An antidote to division: a book that arms you with the ability to build good arguments and find a path through conflict and confusion.
An antidote to division: a book that arms you with the ability to build good arguments and find a path through conflict and confusion.
'Brings cooling clarity to the heat of today's culture wars' Priyamvada Gopal, author of Insurgent Empire
'Allows us to not only interrogate our own views, but to persuade others using reason and optimism. A must read' Aaron Bastani, author of Fully Automated Luxury CommunismCan white people be victims of racism?Is it sexist to say 'men are trash'?Should we worry about 'cancel culture'?Tired of having the same old arguments? Kicking yourself for not being able to justify your views? Wondering whether individuals can bring about meaningful change?Now imagine that instead of losing another hour of your life in a social media spat or knowing that the only way to make it through lunch was by biting your tongue, you could find a way to talk about injustice - and, just possibly, change someone's mind.Many of us know what we think about inequality, but flounder when asked for our reasoning, leading to a conversational stalemate - especially when faced with a political, generational, or cultural divide. But living in echo chambers blunts our thinking, and if we can't persuade others, we have little hope of collectively bringing about change.In Arguing for a Better World, philosopher Arianne Shahvisi draws on examples from everyday life to show us how to work through a set of thorny moral questions, equipping us to not only identify our positions but to carefully defend them.'Logical, readable, authoritative . . . An everyday manual on how oppression came about, how it works, why it persists, and how to defeat it' Danny Dorling, author of Injustice: Why Social Inequality Still Persists and A Better PoliticsOften entertaining and funny; always concise, exacting, logical, readable, authoritative and un-put-downable.

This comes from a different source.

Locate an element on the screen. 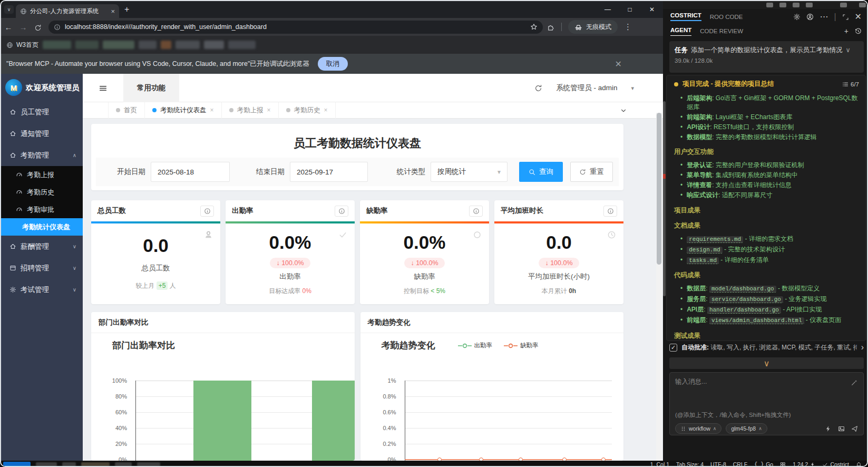  browser-menu-kebab-icon: ⋮ is located at coordinates (628, 27).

An everyday manual on how oppression came about, how it works, why it persists, and how to defeat it -- Danny Dorling, author of Injustice: Why Social Inequality Still Persists and A Better Politics
We live in an age of information overload, and unfortunately, 'information' is often misinformation. We often don't know how to think about social problems, let alone what to think. Arianne Shahvisi's book cuts through the noise with an eminently sensible discussion of key contemporary 'culture war' issues. It shows us how philosophy, far from being irrelevant, is essential for navigating today's world of client journalism-manufactured, social media-manipulated outrage. It also provides much-needed reassurance that in the struggle to create a better world, being able to 'show our workings' is much more important than always being right -- ALISON PHIPPS, author of Me, Not You: The Trouble with Mainstream Feminism
This brilliant and very enjoyable book brings cooling clarity and patient empathy to the noise and heat of today's so-called 'Culture Wars'. This is insightful explication at its best, essential reading for anyone engaged with many of today's most pressing public arguments -- Priyamvada Gopal, Author of INSURGENT EMPIRE
Gives progressives everything they need to defend their views in an increasingly polarized public sphere . . . Arguing for a Better World belongs on nightstands and in book clubs everywhere -- Carol Hay, author of Think Like a Feminist: The Philosophy Behind the Revolution
Allows us to not only interrogate our own views, but to persuade others using reason and optimism. A must read -- Aaron Bastani, author of Fully Automated Luxury Communism: A Manifesto
Shahvisi is a bold and necessary new literary voice whose work has the power to transform our world for the better -- Chanda Prescod-Weinstein, author The Disordered Cosmos: A Journey into Dark Matter, Spacetime, and Dreams Deferred
Refreshing . . . Arguing for a Better World challenges us to go beyond popular or popularising opinions and instead to learn to argue and defend well-reasoned positions Sunday Business Post
Arianne Shahvisi is a Kurdish-British writer and academic. She teaches philosophy at the Brighton and Sussex Medical School and has written essays for the London Review of Books, the Guardian, the Independent, and the Economist.